When Lesley Riley split from her husband and closed Legacy Restaurant in Fayetteville, North Carolina in 2000, she worked at various government-related jobs for over a decade. Then she decided what she really wanted to do was to start her own business.
She started experimenting in her kitchen with flavored biscuits, that didn’t contain chemicals, and were healthier than what was currently on the market. With a modest $10,000 investment in 2015, she launched Mama’s Biscuits, as a consumer-packaged goods company that offered a variety of biscuits, some healthy and some less so.
To keep its costs down, it started selling online and did so until December 2022. “As we garnered more customers, we started pushing customers to the stores,” Riley noted. The dry mix is still sold online.
“We never make claims we are healthy, but give you a healthy alternative,” Riley said. For example, it offers gluten-free and vegan biscuits, with no trans-fats, no preservatives or artificial sweeteners but also sells classic biscuits, which are sweet and savory. Let the consumer decide seems to be the underlying message.
Nonetheless, that healthier niche enables it to compete against the larger biscuit companies in the world, such as Nestle, Mondelez International and Kraft Foods.
The caloric content of Mama’s Biscuit varies from 220 calories for the buttermilk biscuit to 320 calories for the blueberry lemon cream biscuit, two of its most popular selections.
But the Black and female-owned Mama’s Biscuits business has been growing, extending its lines, and making a name for itself. It exhibited at the Fancy Food Show at the Javits Center in New York City in late July.
Mama’s Biscuits is considered a clean-label brand because it relies on eight basic ingredients and avoids using bleached flour, hydrogenated palm oil and citric acid.
Selling at Major Supermarkets
Its products are all ready-to-eat and can be heated up in a microwave, toaster oven or stove. “A heat-and-eat item usually warms in less than two minutes. It’s all about convenience,” Riley explained.
Currently, it’s sold in over 5,000 retailers including some of the largest, Walmart, Target, Kroger, Trader Joes and Wegmans, as well as specialty grocers. It launched a new food services division in June 2023, which enables it to sell in bulk to hotels, schools, airlines, and hospitals.
When do most consumers partake of Mama’s Biscuits? Usually it’s for breakfast. “They find it warm and comforting at breakfast, more so than cold cereal,” Riley reported.
The business has kept growing and set a record in 2021 with $2.8 million in revenue. It has five employees, besides Riley, who specialize in logistics, sales and administration. She expects to reach the $3 million mark by the end of 2023.
When Riley did consumer research about its target audience, she was surprised with the outcome. About 85% of its audience that buy it are women. Riley said that in most cases, it’s the wives and mothers who bring home the biscuits (not necessarily the bacon as the old saying goes).
Its name plays a role in its appeal to a mostly female buying audience, suggested Riley, who is 56-years-old. Women can relate to its name, Mama’s Biscuits, since it reminds them of their mom or grandmother. “That’s always been the catalyst for our brand,” she declared.
Riley also taps social media to spread the word about Mama’s Biscuits. “I build a community of people and then point them to the stores,” she explained.
A Boost During the Pandemic
The pandemic boosted its business, rather than curtailed it. Riley explained that the larger packaged good companies suffered from major supply chain setbacks, but “we were able to step in and gain some of that shelf space.” Most of its manufacturing takes place at a co-packer based in Livonia, Michigan.
A Partnership with a Community College
It is based in Hagerstown, Md., and its corporate office sits at Hagerstown Community College, where it established a partnership in 2022. It formed the Mama’s Biscuits Culinary Incubator, which she said, “mentors and inspires the next generation of food and beverage start-up companies.”
At the incubator, she works with entrepreneurial students, not community college students, who rent out a commercial kitchen, for a reasonable price, to explore start-up businesses. “I want to see the next generation of consumer-packaged companies succeed. If I can help them create a platform, and not make the same mistakes I did, we’re all winning,” she said.
For Mama’s Biscuits to augment its revenue depends on brand innovation, Riley noted. For example, it has a new line of breakfast sandwiches, such as blueberry sunrise, and a plant-based biscuit, which is 100% soy free. She also expects its food service division to expand bulk sales.
After eight years of running her business, what has Riley learned about what it takes to keep an independent business thriving? “It takes grit and commitment, and lots of time. It’s all about how bad you want it,” she concluded.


WORK REQUIRED: Could you restate the entries below word for word and leave the images out?
DATASET CONTENT: Begin
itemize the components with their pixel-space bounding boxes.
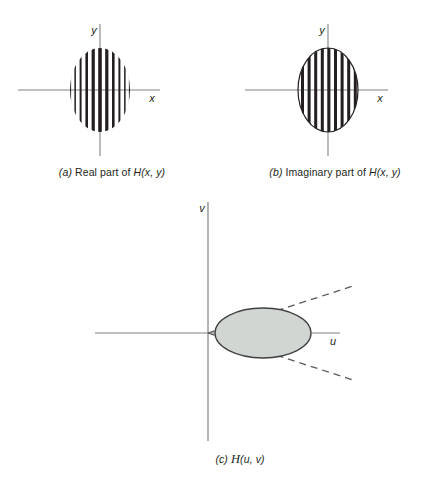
y-axis-label: y <box>90 24 98 36</box>
y-axis-label: y <box>318 24 326 36</box>
caption-c-func: H <box>231 452 240 466</box>
response-ellipse <box>215 308 311 358</box>
x-axis-label: x <box>148 92 155 104</box>
figure-root: y x (a) Real part of H(x, y) <box>0 0 447 484</box>
caption-a-index: (a) <box>59 166 72 178</box>
caption-c-index: (c) <box>215 453 228 465</box>
caption-panel-b: (b) Imaginary part of H(x, y) <box>223 166 447 178</box>
panel-real-part: y x <box>0 6 224 161</box>
v-axis-label: v <box>199 202 206 214</box>
panel-b-graphic: y x <box>223 6 447 161</box>
caption-b-index: (b) <box>269 166 282 178</box>
caption-panel-a: (a) Real part of H(x, y) <box>0 166 224 178</box>
uniform-stripe-group <box>301 48 357 132</box>
caption-c-args: (u, v) <box>240 453 265 465</box>
caption-a-text: Real part of <box>72 166 134 178</box>
panel-c-graphic: v u <box>95 196 385 446</box>
caption-b-func: H <box>369 166 377 178</box>
panel-imaginary-part: y x <box>223 6 447 161</box>
caption-b-text: Imaginary part of <box>282 166 369 178</box>
panel-a-graphic: y x <box>0 6 224 161</box>
u-axis-label: u <box>330 335 336 347</box>
caption-b-args: (x, y) <box>377 166 401 178</box>
x-axis-label: x <box>376 92 383 104</box>
caption-a-args: (x, y) <box>141 166 165 178</box>
panel-frequency-response: v u <box>95 196 385 446</box>
caption-panel-c: (c) H(u, v) <box>95 452 385 467</box>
DATASET CONTENT: End
ANSWER:
itemize the components with their pixel-space bounding boxes.
y-axis-label: y <box>90 24 98 36</box>
y-axis-label: y <box>318 24 326 36</box>
caption-c-func: H <box>231 452 240 466</box>
response-ellipse <box>215 308 311 358</box>
x-axis-label: x <box>148 92 155 104</box>
figure-root: y x (a) Real part of H(x, y) <box>0 0 447 484</box>
caption-a-index: (a) <box>59 166 72 178</box>
caption-c-index: (c) <box>215 453 228 465</box>
caption-panel-b: (b) Imaginary part of H(x, y) <box>223 166 447 178</box>
panel-real-part: y x <box>0 6 224 161</box>
v-axis-label: v <box>199 202 206 214</box>
panel-b-graphic: y x <box>223 6 447 161</box>
caption-b-index: (b) <box>269 166 282 178</box>
caption-panel-a: (a) Real part of H(x, y) <box>0 166 224 178</box>
uniform-stripe-group <box>301 48 357 132</box>
caption-c-args: (u, v) <box>240 453 265 465</box>
caption-a-text: Real part of <box>72 166 134 178</box>
panel-c-graphic: v u <box>95 196 385 446</box>
caption-b-func: H <box>369 166 377 178</box>
panel-imaginary-part: y x <box>223 6 447 161</box>
caption-b-text: Imaginary part of <box>282 166 369 178</box>
panel-a-graphic: y x <box>0 6 224 161</box>
u-axis-label: u <box>330 335 336 347</box>
caption-b-args: (x, y) <box>377 166 401 178</box>
x-axis-label: x <box>376 92 383 104</box>
caption-a-args: (x, y) <box>141 166 165 178</box>
panel-frequency-response: v u <box>95 196 385 446</box>
caption-panel-c: (c) H(u, v) <box>95 452 385 467</box>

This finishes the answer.